Gender/sexuality/race
When black women (Bfem) appear as lead singers in these videos, they are depicted in more “butch” fashions (Butch) than white women (Wfem). They also almost never wear cowboy/western-influenced clothing (Cow). Men perceived as dressing effeminately (Efem) also disavow cowboy clothing, as well as flannel (Flan), and are regularly seen wearing makeup (Make) and/or crossdressing (Cross).
Narrative
When movie footage (Movie) does appear in Buzz Clips, it is always from a movie in which the heard song appears on the soundtrack. Though there are only 5 such videos, it is interesting that movie footage correlates strongly with a number of elements linked to rock music, including verse/chorus forms (VC) and overdriven guitars (Over). These videos correlate negatively with elements linked to hip-hop or R&B, including drum machines (D.mach), keyboards (Keys), and musicians of color (2col). Buzz Clips, then, promoted movies associated with white rock culture (e.g. Urge Overkill’s video “Girl You’ll be a Woman Soon,” promoting Pulp Fiction) but not hip-hop videos promoting black culture (e.g. Dr. Dre’s video for “Keep Their Heads Ringin’,” promoting the movie Friday).
Conclusion
This article has introduced quantitative methods for the analysis of a corpus of music videos, has discussed some of the most common elements observed in those videos, and has attempted to interpret some of the correlations between those elements. We are making the data available to music video researchers in the hopes that it will promote future research along these lines by other scholars.
Supplemental material
Supplement_Material_1 - Content and Correlational Analysis of a Corpus of MTV-Promoted Music Videos Aired Between 1990 and 1999
Supplement_Material_1 for Content and Correlational Analysis of a Corpus of MTV-Promoted Music Videos Aired Between 1990 and 1999 by Brad Osborn, Emily Rossin and Kevin Weingarten in Music & Science
Supplemental material
Supplement_Material_2 - Content and Correlational Analysis of a Corpus of MTV-Promoted Music Videos Aired Between 1990 and 1999
Supplement_Material_2 for Content and Correlational Analysis of a Corpus of MTV-Promoted Music Videos Aired Between 1990 and 1999 by Brad Osborn, Emily Rossin and Kevin Weingarten in Music & Science
Supplemental material
Supplement_Material_3 - Content and Correlational Analysis of a Corpus of MTV-Promoted Music Videos Aired Between 1990 and 1999
Supplement_Material_3 for Content and Correlational Analysis of a Corpus of MTV-Promoted Music Videos Aired Between 1990 and 1999 by Brad Osborn, Emily Rossin and Kevin Weingarten in Music & Science
Footnotes
Action editor
Tecumseh Fitch, University of Vienna, Department of Cognitive Biology.

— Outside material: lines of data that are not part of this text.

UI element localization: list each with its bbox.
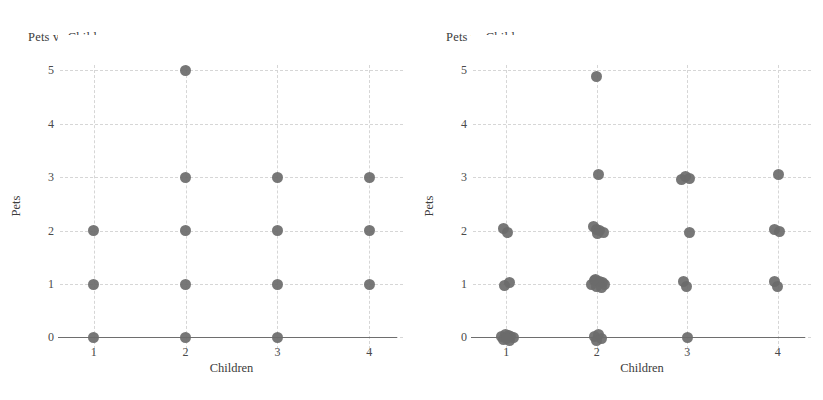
- x-axis-line-left: [58, 337, 397, 338]
- scatter-point: [684, 227, 695, 238]
- scatter-point: [593, 169, 604, 180]
- y-tick-label-2-left: 2: [32, 223, 54, 238]
- y-tick-label-4-left: 4: [32, 116, 54, 131]
- x-tick-label-4-left: 4: [357, 345, 381, 360]
- scatter-point: [272, 172, 283, 183]
- chart-panel-left: Pets vs Children Pets Children 012345123…: [0, 0, 411, 400]
- gridline-y-3-left: [60, 177, 403, 178]
- gridline-x-3-left: [277, 65, 278, 354]
- top-clip-mask-left: [58, 35, 405, 65]
- scatter-point: [592, 228, 603, 239]
- scatter-point: [180, 332, 191, 343]
- scatter-point: [682, 332, 693, 343]
- gridline-x-4-left: [369, 65, 370, 354]
- x-tick-label-2-right: 2: [585, 345, 609, 360]
- scatter-point: [364, 279, 375, 290]
- scatter-point: [774, 226, 785, 237]
- gridline-y-3-right: [473, 177, 811, 178]
- x-axis-title-left: Children: [210, 361, 254, 376]
- gridline-x-2-right: [597, 65, 598, 354]
- scatter-point: [684, 173, 695, 184]
- gridline-y-1-left: [60, 284, 403, 285]
- gridline-x-1-left: [94, 65, 95, 354]
- scatter-point: [504, 277, 515, 288]
- gridline-y-4-left: [60, 124, 403, 125]
- scatter-point: [591, 335, 602, 346]
- figure-canvas: Pets vs Children Pets Children 012345123…: [0, 0, 823, 400]
- y-tick-label-1-left: 1: [32, 277, 54, 292]
- y-tick-label-2-right: 2: [445, 223, 467, 238]
- gridline-x-3-right: [687, 65, 688, 354]
- x-tick-label-2-left: 2: [174, 345, 198, 360]
- scatter-point: [180, 65, 191, 76]
- scatter-point: [364, 225, 375, 236]
- scatter-point: [88, 225, 99, 236]
- scatter-point: [773, 169, 784, 180]
- x-tick-label-3-right: 3: [675, 345, 699, 360]
- gridline-x-2-left: [186, 65, 187, 354]
- scatter-point: [272, 279, 283, 290]
- gridline-y-1-right: [473, 284, 811, 285]
- scatter-point: [501, 333, 512, 344]
- scatter-point: [88, 279, 99, 290]
- scatter-point: [272, 332, 283, 343]
- y-tick-label-3-left: 3: [32, 170, 54, 185]
- gridline-x-1-right: [506, 65, 507, 354]
- x-tick-label-1-right: 1: [494, 345, 518, 360]
- y-axis-title-right: Pets: [422, 195, 437, 216]
- x-tick-label-3-left: 3: [265, 345, 289, 360]
- gridline-y-5-right: [473, 70, 811, 71]
- scatter-point: [364, 172, 375, 183]
- y-tick-label-3-right: 3: [445, 170, 467, 185]
- scatter-point: [180, 172, 191, 183]
- scatter-point: [772, 281, 783, 292]
- gridline-y-5-left: [60, 70, 403, 71]
- top-clip-mask-right: [471, 35, 813, 65]
- scatter-point: [180, 279, 191, 290]
- x-tick-label-4-right: 4: [766, 345, 790, 360]
- y-tick-label-0-left: 0: [32, 330, 54, 345]
- y-axis-title-left: Pets: [9, 195, 24, 216]
- scatter-point: [272, 225, 283, 236]
- x-axis-line-right: [471, 337, 805, 338]
- scatter-point: [596, 282, 607, 293]
- gridline-x-4-right: [778, 65, 779, 354]
- x-axis-title-right: Children: [620, 361, 664, 376]
- gridline-y-2-right: [473, 231, 811, 232]
- plot-area-right: Pets Children 0123451234: [481, 65, 803, 346]
- scatter-point: [591, 71, 602, 82]
- y-tick-label-0-right: 0: [445, 330, 467, 345]
- scatter-point: [180, 225, 191, 236]
- chart-panel-right: Pets vs Children Pets Children 012345123…: [412, 0, 823, 400]
- plot-area-left: Pets Children 0123451234: [68, 65, 395, 346]
- y-tick-label-5-left: 5: [32, 63, 54, 78]
- y-tick-label-1-right: 1: [445, 277, 467, 292]
- y-tick-label-4-right: 4: [445, 116, 467, 131]
- y-tick-label-5-right: 5: [445, 63, 467, 78]
- gridline-y-2-left: [60, 231, 403, 232]
- gridline-y-4-right: [473, 124, 811, 125]
- scatter-point: [88, 332, 99, 343]
- scatter-point: [502, 227, 513, 238]
- x-tick-label-1-left: 1: [82, 345, 106, 360]
- scatter-point: [681, 281, 692, 292]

Declaration of conflicting interests
The author(s) declared no potential conflicts of interest with respect to the research, authorship, and/or publication of this article.
Funding
The author(s) received no financial support for the research, authorship, and/or publication of this article.
Contributorship
BO researched literature and conceived the study. ER and KW were involved in empirical design and data analysis. All authors drafted, reviewed, and edited the manuscript and approved the final version of the manuscript.
Peer review
Patrick Savage, Keio University Shonan Fujisawa Campus, Faculty of Environment and Information Studies.
Carol Vernallis, Stanford University, Department of Music.
Supplemental material
Supplemental material for this article is available online.
Notes
References
Supplementary Material
Please find the following supplemental material available below.